Anyway, despite being an empty and feeble piece of work, it does provide an opportunity to discuss some of the issues raised, so I will proceed with a critique.
I just filed a submission with the Philippines House of Representatives for its Joint Trade & Health Industry Committee hearings on e-cigarettes, to be held 10 December.
The full submission (PDF) starts with an introductory Q&A and then goes on to provide more detail about specific issues with some backup material. I thought the 15 questions and answers might be of more general interest, so I have reproduced it below.
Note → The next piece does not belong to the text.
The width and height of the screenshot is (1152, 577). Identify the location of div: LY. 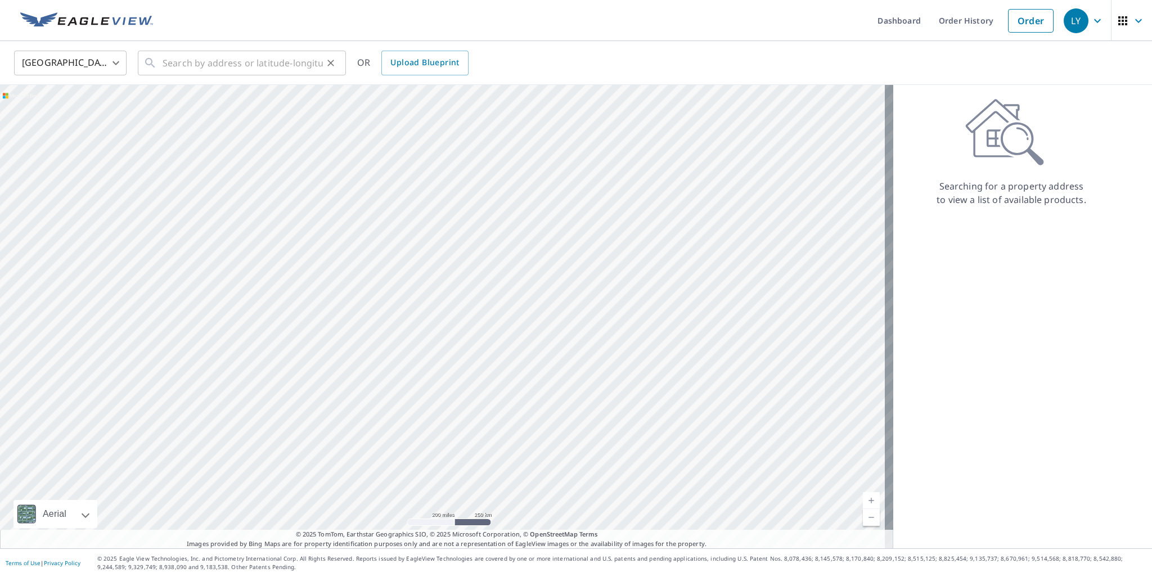
(1076, 21).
I did a Twitter chat with the Campaign for Safer Alternatives on the typical objections raised to tobacco harm reduction. For those interested in the responses but who missed the live chat or got as confused as I did in trying to follow threaded answers, here is the chat as it unfolded over 15 questions with everything in the right order.
I am proud to be a co-author of a commentary published today in The Lancet: Nicotine without smoke: fighting the tobacco epidemic with harm reduction (PDF) with Robert Beaglehole (lead author), Ruth Bonita and Ben Youdan. In a nutshell, we take issue with the anti-innovation stance of WHO and many groups working in public health:
Vaping and other smoke-free products have the potential to reduce the enormous harm of smoked tobacco products. The stakes of getting policy responses to smoke-free products wrong are high, especially if such restrictions stop millions of the world’s smokers accessing safer alternatives. It is disappointing that in its latest tobacco report,[3] WHO clings to outdated orthodoxy when it could embrace innovation. Equating smoke-free products with cigarettes only serves to protect the stranglehold of the cigarette trade on the world’s nicotine users and will nullify the potential of modern tobacco harm reduction strategies.
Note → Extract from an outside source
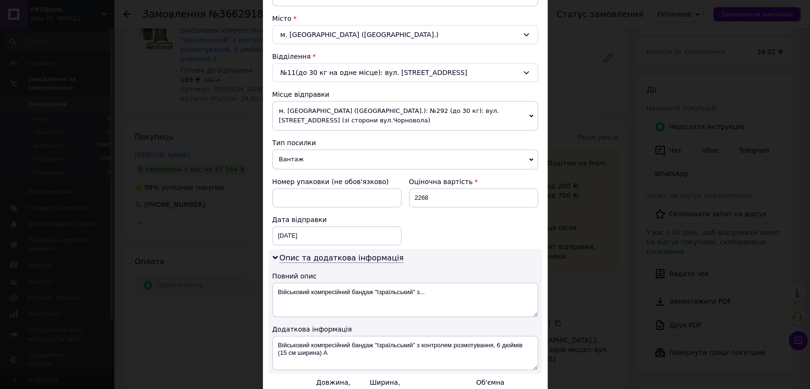 The image size is (810, 389). Describe the element at coordinates (405, 276) in the screenshot. I see `div: Повний опис` at that location.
When senior officials claim that the is an epidemic of teenage vaping or nicotine addiction, what do they actually mean and does the claim makes sense? Most vaping is infrequent, and regular use is concentrated among smokers, where is may be benficial.
I have been following FDA Commissioner Scott Gottlieb on Twitter and was alarmed at the threat he issued to vapers and the vaping industry in response to recent trends in US adolescent vaping.
If this is his analysis, @SGottliebFDA hasn’t tried hard enough to understand what is – and is not – a material risk in these youth vaping numbers. Yet he appears willing to put millions of adult lives at risk by imposing regulatory overkill on a life-saving product for smokers. https://t.co/HB64pgtjRJ
I disagree with the FDA’s analysis of what is happening with adolescent vaping and also what should be done about it. So I need to put some flesh on the tweet above and examine some of FDA’s claims in more depth. Please dip to these talking points… it’s a long blog but I hope at least some of it will be illuminating.